Spring batch restrict single instance of job only
I want a scheduler that creates a job/task/thread per entry in my database table.
Further, I want a mechanism to start, pause, stop, and restart each job without affecting the other jobs/tasks/threads. At any moment, I should be able to create a new job or delete one.
I am planning to handle all the job related operations mentioned above through a web application hosted on tomcat server.
Which java scheduler should I opt for and how do I start with this?
You can use Quartz Scheduler
In Quartz I would suggest to use JDBJobStore, it allows you to store your jobs in database.
Coming to creating jobs per entry in DB, you can one JobcreatorFactory which reads entry from your DB and you can create job for that and that job will be stored in DB.
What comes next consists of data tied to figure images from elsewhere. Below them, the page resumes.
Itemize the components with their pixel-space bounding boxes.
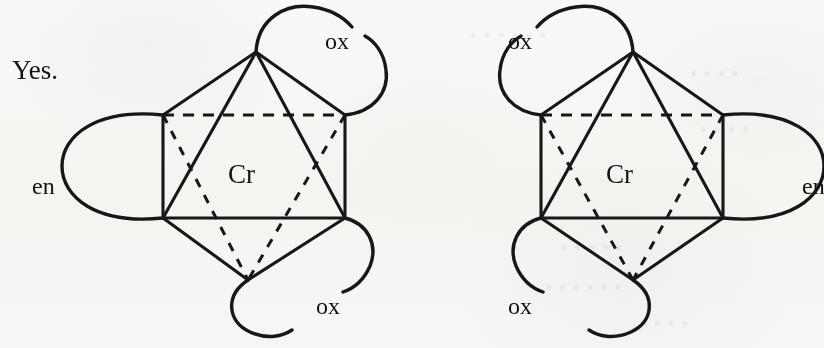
right-edge-rear-upperleft	[541, 115, 633, 280]
left-edge-top-to-lowerleft	[163, 52, 256, 218]
coordination-complex-figure	[0, 0, 824, 348]
right-edge-top-to-upperright	[633, 52, 723, 115]
diagram-page: • • • • • • • • • • • • • • • • • • • • …	[0, 0, 824, 348]
left-edge-lowerright-to-bottom	[248, 218, 345, 280]
left-edge-rear-upperright	[248, 115, 345, 280]
right-edge-top-to-upperleft	[541, 52, 633, 115]
left-edge-lowerleft-to-bottom	[163, 218, 248, 280]
right-ligand-label-en: en	[802, 174, 824, 198]
right-edge-top-to-lowerright	[633, 52, 723, 218]
right-metal-label: Cr	[606, 161, 633, 188]
right-edge-lowerleft-to-bottom	[541, 218, 633, 280]
left-structure	[62, 6, 386, 336]
right-edge-lowerright-to-bottom	[633, 218, 723, 280]
left-ligand-en-arcs	[62, 114, 163, 219]
right-structure	[500, 6, 824, 336]
left-ligand-label-ox-bottom: ox	[316, 294, 340, 318]
right-edge-top-to-lowerleft	[541, 52, 633, 218]
left-metal-label: Cr	[228, 161, 255, 188]
left-edge-top-to-upperleft	[163, 52, 256, 115]
right-ligand-label-ox-bottom: ox	[508, 294, 532, 318]
left-ligand-label-ox-top: ox	[325, 29, 349, 53]
right-ligand-label-ox-top: ox	[508, 29, 532, 53]
left-edge-top-to-upperright	[256, 52, 345, 115]
answer-text: Yes.	[12, 57, 58, 84]
right-edge-rear-upperright	[633, 115, 723, 280]
right-ligand-en-arcs	[723, 114, 824, 219]
left-ligand-label-en: en	[32, 174, 55, 198]
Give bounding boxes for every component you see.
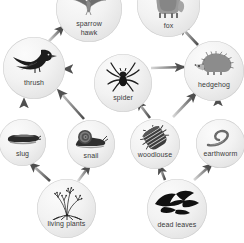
node-label-fox: fox: [137, 22, 200, 30]
node-label-snail: snail: [67, 152, 115, 160]
woodlouse-icon: [130, 125, 180, 151]
node-label-woodlouse: woodlouse: [130, 151, 180, 159]
fox-icon: [137, 0, 200, 20]
node-dead-leaves[interactable]: dead leaves: [147, 179, 207, 239]
arrow-woodlouse-to-hedgehog: [173, 93, 196, 117]
node-slug[interactable]: slug: [0, 119, 46, 166]
node-hedgehog[interactable]: hedgehog: [184, 41, 244, 101]
node-label-earthworm: earthworm: [196, 150, 244, 158]
food-web-diagram: sparrow hawk fox: [0, 0, 244, 243]
node-snail[interactable]: snail: [67, 120, 115, 168]
node-label-spider: spider: [94, 94, 152, 102]
snail-icon: [67, 128, 115, 150]
sparrow-hawk-icon: [56, 0, 122, 22]
node-label-thrush: thrush: [3, 79, 65, 87]
dead-leaves-icon: [147, 189, 207, 219]
node-label-hedgehog: hedgehog: [184, 81, 244, 89]
node-label-dead-leaves: dead leaves: [147, 221, 207, 229]
arrow-dead-leaves-to-earthworm: [194, 164, 212, 180]
node-label-sparrow-hawk: sparrow hawk: [56, 20, 122, 37]
spider-icon: [94, 62, 152, 92]
node-thrush[interactable]: thrush: [3, 37, 65, 99]
arrow-snail-to-thrush: [58, 90, 84, 119]
living-plants-icon: [37, 186, 96, 220]
slug-icon: [0, 129, 46, 147]
node-label-living-plants: living plants: [37, 220, 96, 228]
arrow-spider-to-hedgehog: [151, 67, 184, 68]
node-living-plants[interactable]: living plants: [37, 179, 96, 238]
arrow-living-plants-to-slug: [30, 163, 50, 181]
node-spider[interactable]: spider: [94, 54, 152, 112]
earthworm-icon: [196, 127, 244, 149]
thrush-icon: [3, 45, 65, 79]
node-label-slug: slug: [0, 150, 46, 158]
node-sparrow-hawk[interactable]: sparrow hawk: [56, 0, 122, 42]
node-woodlouse[interactable]: woodlouse: [130, 119, 180, 169]
node-earthworm[interactable]: earthworm: [196, 119, 244, 168]
hedgehog-icon: [184, 50, 244, 78]
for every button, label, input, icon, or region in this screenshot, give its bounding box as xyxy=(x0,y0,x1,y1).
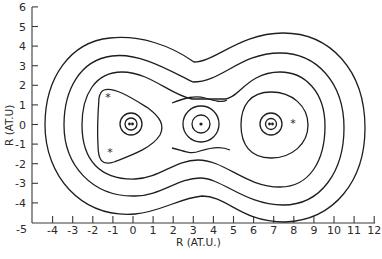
contour-middle-top xyxy=(172,97,227,103)
y-axis-ticks: 6543210-1-2-3-4-5 xyxy=(15,1,38,236)
x-axis-ticks: -4-3-2-10123456789101112 xyxy=(47,216,381,237)
contour-outer-3 xyxy=(82,72,325,187)
y-tick-label: -5 xyxy=(16,223,27,236)
x-tick-label: 7 xyxy=(270,224,277,237)
contour-middle-bottom xyxy=(172,147,230,152)
x-tick-label: 5 xyxy=(230,224,237,237)
x-axis-title: R (AT.U.) xyxy=(176,236,221,248)
y-tick-label: 2 xyxy=(19,79,26,92)
x-tick-label: -2 xyxy=(87,224,98,237)
x-tick-label: 6 xyxy=(250,224,257,237)
asterisk-icon: * xyxy=(290,117,296,130)
circle-right-outer xyxy=(260,113,282,135)
x-tick-label: 10 xyxy=(327,224,341,237)
contour-lines xyxy=(45,33,365,222)
y-tick-label: -3 xyxy=(15,177,26,190)
y-axis-title: R (AT.U) xyxy=(3,105,15,146)
y-tick-label: 4 xyxy=(19,40,26,53)
x-tick-label: -1 xyxy=(107,224,118,237)
x-tick-label: -3 xyxy=(67,224,78,237)
x-tick-label: -4 xyxy=(47,224,58,237)
nuclei-markers xyxy=(128,122,274,125)
y-tick-label: 6 xyxy=(19,1,26,14)
nucleus-left-dot-a xyxy=(128,123,131,126)
y-tick-label: 1 xyxy=(19,99,26,112)
x-tick-label: 11 xyxy=(347,224,361,237)
circle-right-inner xyxy=(266,119,277,130)
y-tick-label: -4 xyxy=(15,197,26,210)
asterisk-icon: * xyxy=(107,146,113,159)
contour-plot: 6543210-1-2-3-4-5 -4-3-2-101234567891011… xyxy=(0,0,382,259)
y-tick-label: 0 xyxy=(19,119,26,132)
contour-inner-right xyxy=(241,92,308,158)
nucleus-left-dot-b xyxy=(131,123,134,126)
nucleus-right-dot-b xyxy=(271,123,274,126)
y-tick-label: 5 xyxy=(19,21,26,34)
nucleus-right-dot-a xyxy=(268,123,271,126)
y-tick-label: -1 xyxy=(15,138,26,151)
nucleus-mid-dot xyxy=(199,122,202,125)
x-tick-label: 8 xyxy=(290,224,297,237)
circle-left-inner xyxy=(125,118,137,130)
asterisk-icon: * xyxy=(105,91,111,104)
y-tick-label: 3 xyxy=(19,60,26,73)
x-tick-label: 9 xyxy=(310,224,317,237)
x-tick-label: 12 xyxy=(367,224,381,237)
y-tick-label: -2 xyxy=(15,158,26,171)
x-tick-label: 0 xyxy=(130,224,137,237)
circle-left-outer xyxy=(120,113,142,135)
x-tick-label: 1 xyxy=(150,224,157,237)
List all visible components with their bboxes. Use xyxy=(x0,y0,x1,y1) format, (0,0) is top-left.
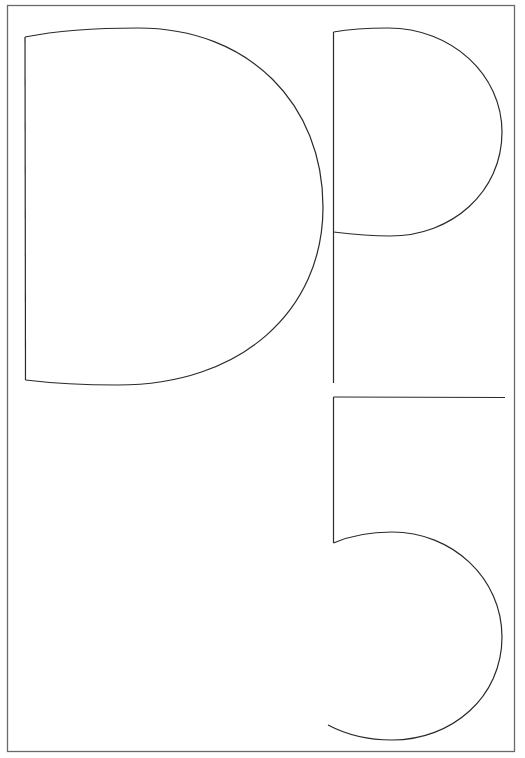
number-5-bowl xyxy=(328,532,502,740)
letter-d-bowl xyxy=(25,28,323,385)
number-5-outline xyxy=(328,397,505,740)
letter-p-bowl xyxy=(334,28,503,236)
frame-border xyxy=(8,6,515,752)
letter-d-stem xyxy=(25,37,26,380)
letter-outline-poster: DP5 xyxy=(0,0,525,758)
letter-d-outline xyxy=(25,28,323,385)
poster-canvas xyxy=(0,0,525,758)
number-5-top-bar xyxy=(334,397,506,398)
letter-p-outline xyxy=(334,28,503,383)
Ideally its better to have separate job class(extends JOB) for every job you want to create. But as you want to create jobs dynamically, you can have general job class which takes context of that job and perform respective operation based on the context inside overridden method og your general job class.
Using Quartz its possible to start, stop, pause your jobs without affecting other jobs.
Hope this helps !
I need to create and store a single instance of an object in the AppEngine datastore (there will never need to be more than one object).
It is the last run time for a cron job that I am scheduling.
The idea is that the cron job will only pick up those rows that have been created/updated since its last run for processing, and will update the last run time after it has completed,
What is the best way to do this considering concurrency issues as well - in case a previous job has not finished running?
If I understand your question correctly, it sounds like you could just create a 'job bookkeeping' entity that records whether a job is currently running, along with any necessary state about what you are processing with the job.
Then, access that bookkeeping entity using a transaction, so that only one process can do a read + update on it at a time. That will let you safely check whether another job is still running before starting a new job.
(The datastore is non-relational, so I am guessing with your mention of 'rows', you instead mean entities of some Kind that you need to process? Your bookkeeping entity could store some state about which of these entities you'd processed so far, that would let you query for new ones to process).